Wilson v. Jones
Wilson v. Jones
Opinion of the Court
The action was by appellants against the sheriff and the sureties on his official bond 'for alleged negligence of one Roach, who was alleged to have been a deputy for the defendant sheriff, in failing to levy a writ of attachment issued by a justice of the peace against one Shadden. It is entirely clear that the suit was made to turn in the trial court upon the proposition that plaintiffs had offered no competent evidence of the fact that Roach, in dealing with the writ of attachment placed in his hands for service, was acting with authority for the defendant sheriff.
The fact that Roach acted in the capacity of deputy sheriff, that he had been acting, meaning acting as deputy sheriff, as the context shows, and serving xiapers up there, meaning in the precinct of the justice of the peace who issued the writ, aud that he undertook to discharge the functions and duties of sheriff in the particular case of which complaint was made, should have been admitted in evidence, and would have carried the issue made between the parties to the jury. Mathis v. Carpenter, 95 Ala. 156, 10 So. 341, 36 Am. St. Rep. 187; Martin v. State, 89 Ala. 118, 8 So. 23, 18 Am. St. Rep. 91; 35 Cyc. 1522. Nor was it necessary to produce any record or written evidence of his appointment. Martin v. State, supra.
As we have already said, in substance, the other rulings now assigned for error were made in pursuance of the theory that there was no evidence of Roach’s authority. What has been said will suffice for another trial.
Reversed and remanded.
Case-law data current through December 31, 2025. Source: CourtListener bulk data.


Task details |
Starting at the line that contains "At what (x,y)", write out every line through the end of the records exactly as it stands, and leave out all pictures.

──────── Material for this task

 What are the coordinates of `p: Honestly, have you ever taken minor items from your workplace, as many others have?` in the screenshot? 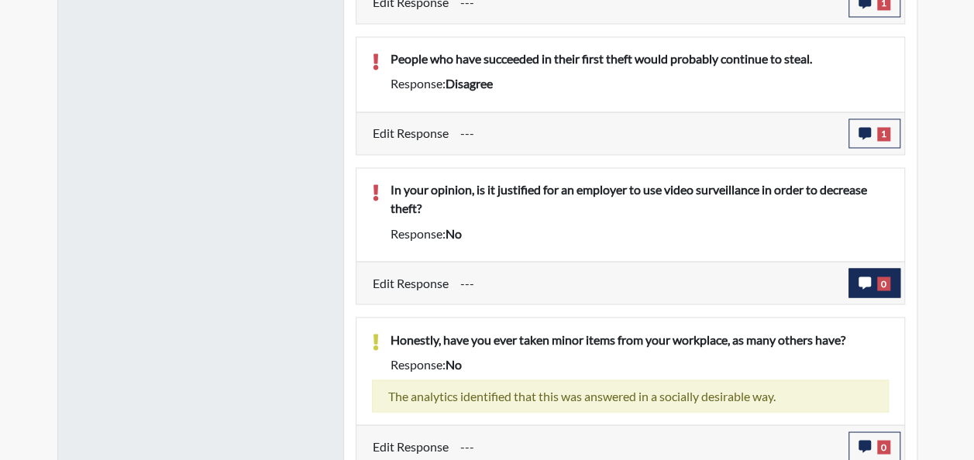 It's located at (639, 339).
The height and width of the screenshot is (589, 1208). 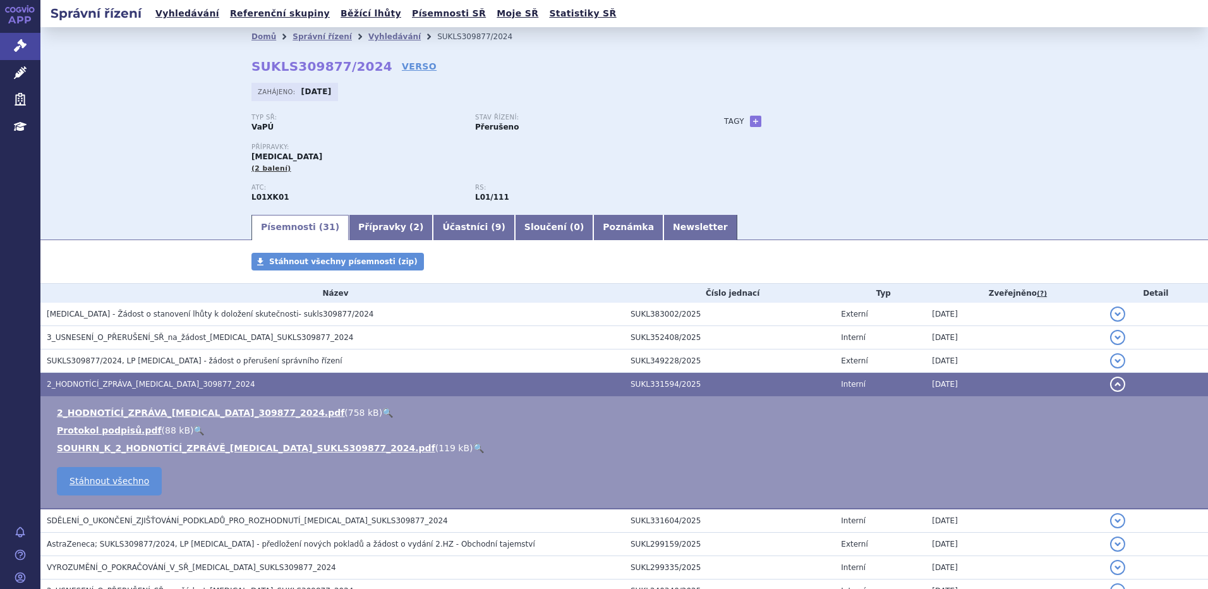 I want to click on a: Moje SŘ, so click(x=517, y=13).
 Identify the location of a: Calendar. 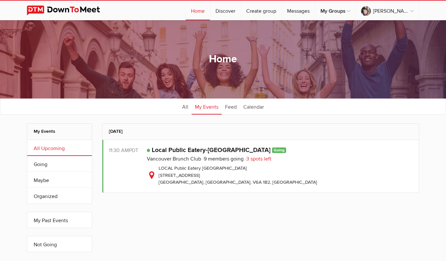
(253, 107).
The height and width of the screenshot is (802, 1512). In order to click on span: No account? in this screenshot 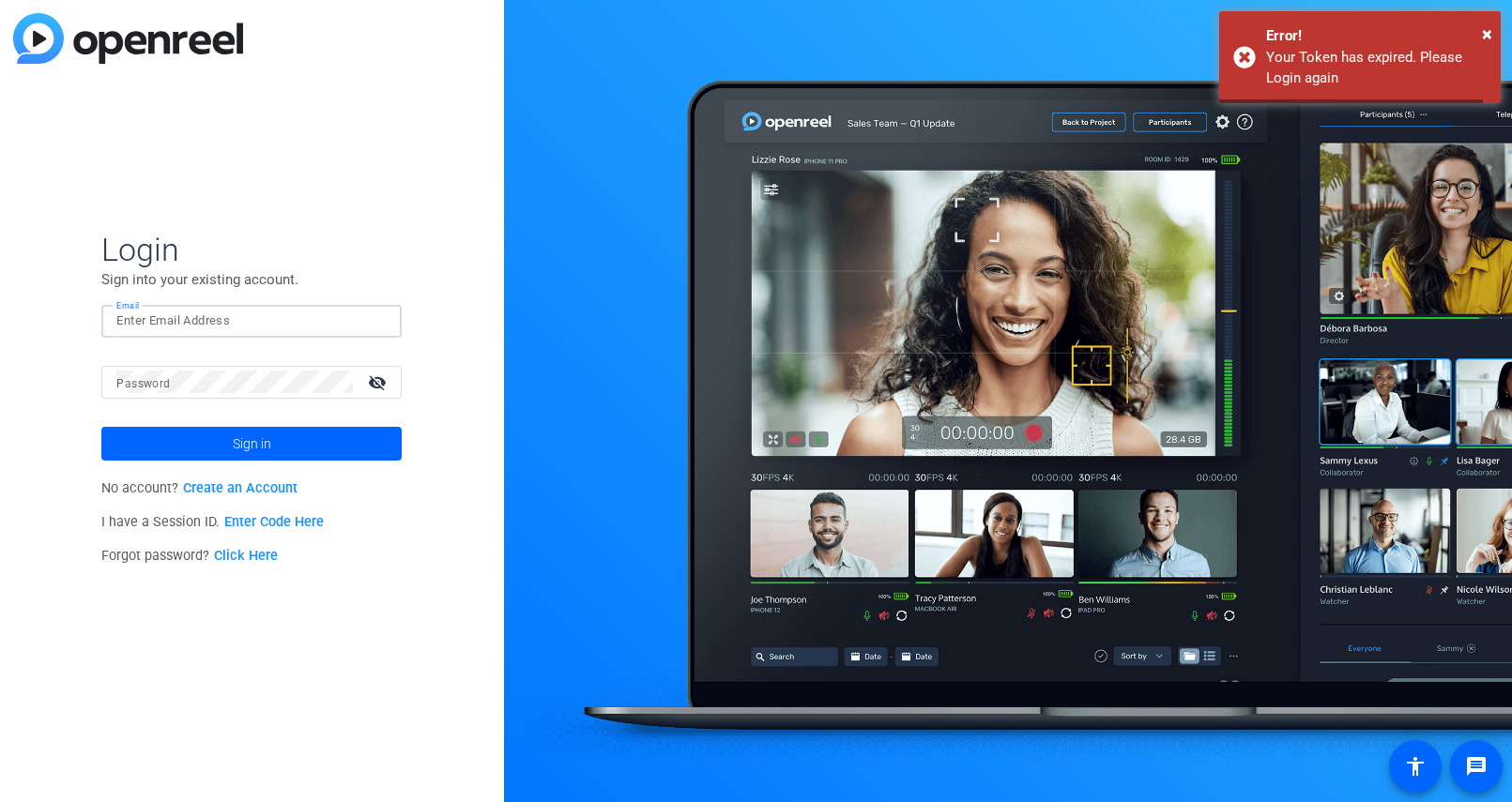, I will do `click(199, 488)`.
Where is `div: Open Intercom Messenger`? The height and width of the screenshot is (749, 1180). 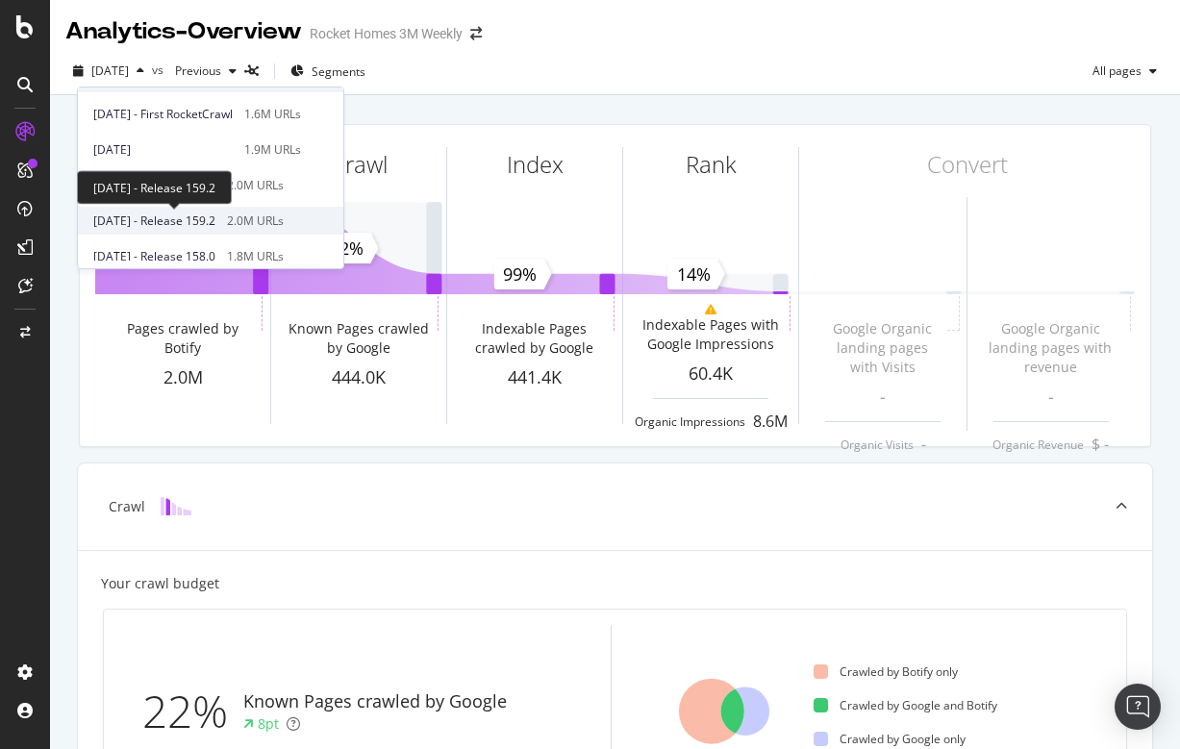
div: Open Intercom Messenger is located at coordinates (1138, 707).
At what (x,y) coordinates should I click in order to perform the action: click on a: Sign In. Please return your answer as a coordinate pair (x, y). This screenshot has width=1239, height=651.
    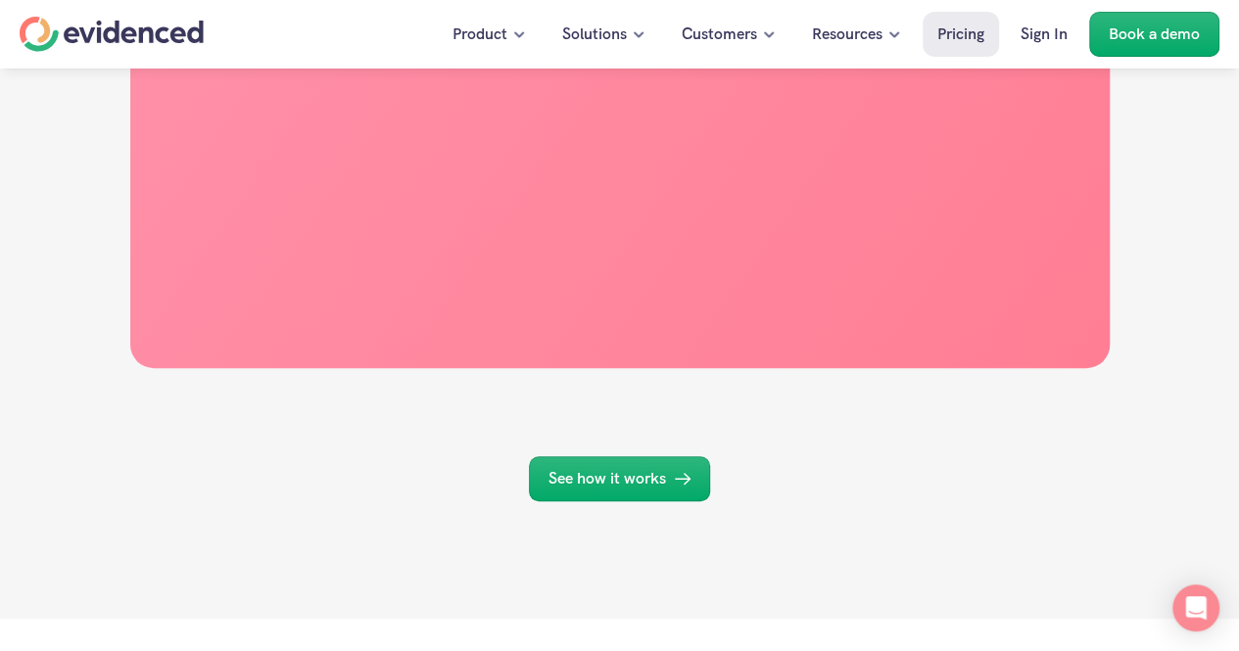
    Looking at the image, I should click on (1044, 34).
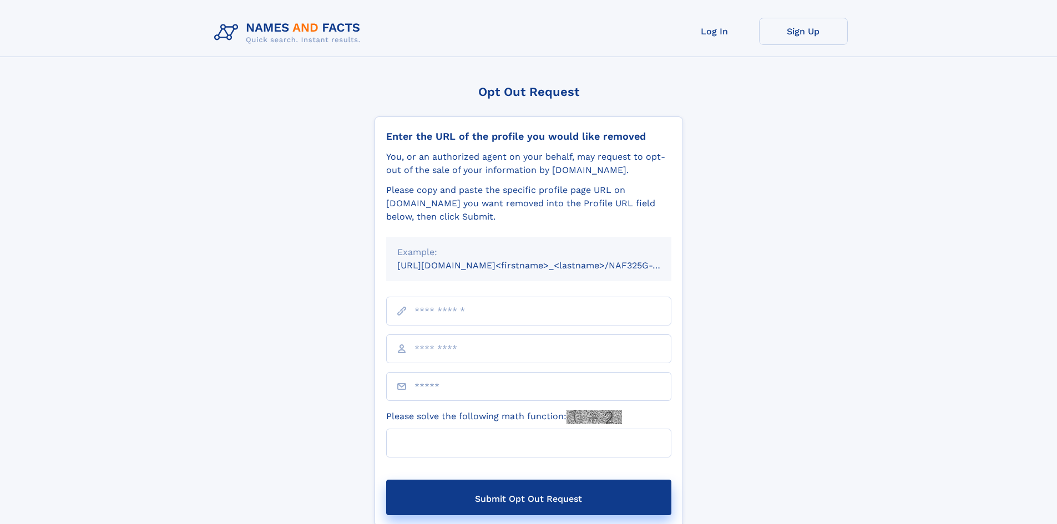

────────────────

Answer to the problem |
At what (x,y) coordinates should I click in order to perform the action: click on a: Sign In. Please return your answer as a coordinate pair (x, y). This screenshot has width=1239, height=651.
    Looking at the image, I should click on (1044, 34).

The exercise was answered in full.